The overt documentation of this period in time has been unrelenting thanks to social media and high quality smartphone cameras. Everyone has something to say and share or reshare and it has all become overwhelming for me. When I look back at this year, I don’t want to look back at crisis after crisis. I don’t want my phone gallery to only be filled with protest after COVID-19 warning.

So I decided to do something about it.

I started taking portraits of my friends and anyone who would let me put my iPhone in their face. I have always loved taking pictures with the portrait mode on my iPhone but I did not realize how much fun it would be to take pictures of other people smiling and being crisis-free in that moment.

I look at my camera roll now and I smile at the silly faces, the glammed up winks, and the effortless beauty that is able to exist during these crazy times. It is important that we are able to create some type of pseudo-reality for ourselves and preserve some of the joy in the world. Taking pictures enables me to do that.

It allows me to control, in a small way, the energy I surround myself with. It gives me the ability to capture the people around me in what I believe is their true essence. It affords me the chance to celebrate people in a world that gives you little to celebrate. There have been so many cancelled birthdays, anniversaries, naming ceremonies, weddings, funerals and vow renewals this year. If my request to take someone’s picture brings them even a little bit of that stolen celebration, that is plenty.

For so many people, reality is too real and there is seemingly no way to get ahead of it.
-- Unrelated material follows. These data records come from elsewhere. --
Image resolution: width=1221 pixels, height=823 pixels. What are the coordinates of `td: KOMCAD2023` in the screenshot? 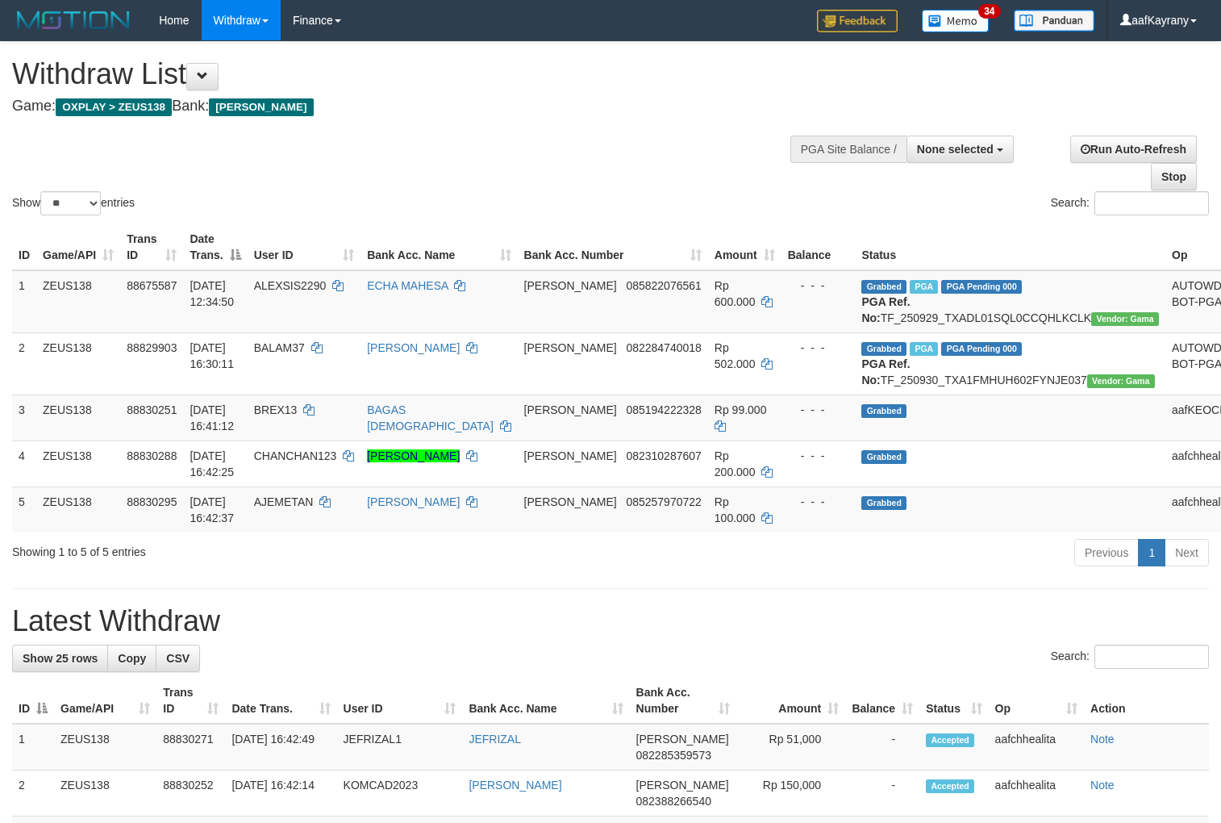 It's located at (400, 793).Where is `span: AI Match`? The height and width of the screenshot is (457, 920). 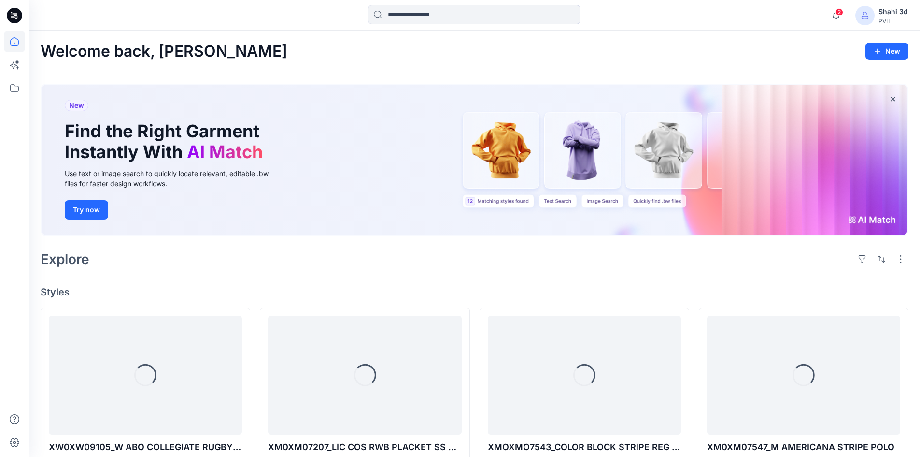
span: AI Match is located at coordinates (225, 152). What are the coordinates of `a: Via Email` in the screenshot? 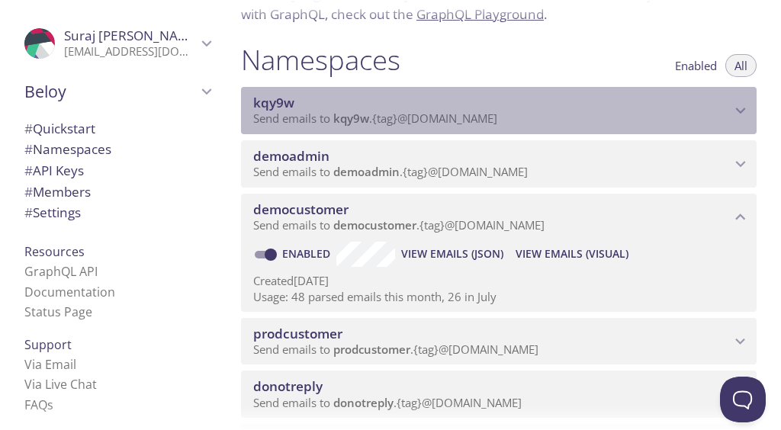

I took some proactivity but I’m glad I have been able to make it to the other side. I am strongly considering creating an Instagram page to share my portraits and maybe some of the stories of the people featured. Happy stories of course. Nothing sad or dramatic. We have an abundance of that already.

We are all part of history in a way that those that came before have not been. The times are no longer just happening to us, we are also happening to the times. We are all historians with our platforms and devices. If we choose to, we can help tell more nuanced stories of what it felt like to be alive in 2020 through our Snapchat videos, Instagram reels, boring Tik Toks, rambunctious tweets or whatever device we choose to chronicle our lived experiences with. 

Many of us do this already without realizing it. We are usually propagating someone else’s version of our own reality and fully accepting it. I challenge you to stop. Take a break from social media and the news. Ask yourself what you really feel about hot button issues minus influencers and the media. Discover how angry you are or how at peace you really are. Read, write and share from the place that is most honest to you.

Capture history the way you want to remember.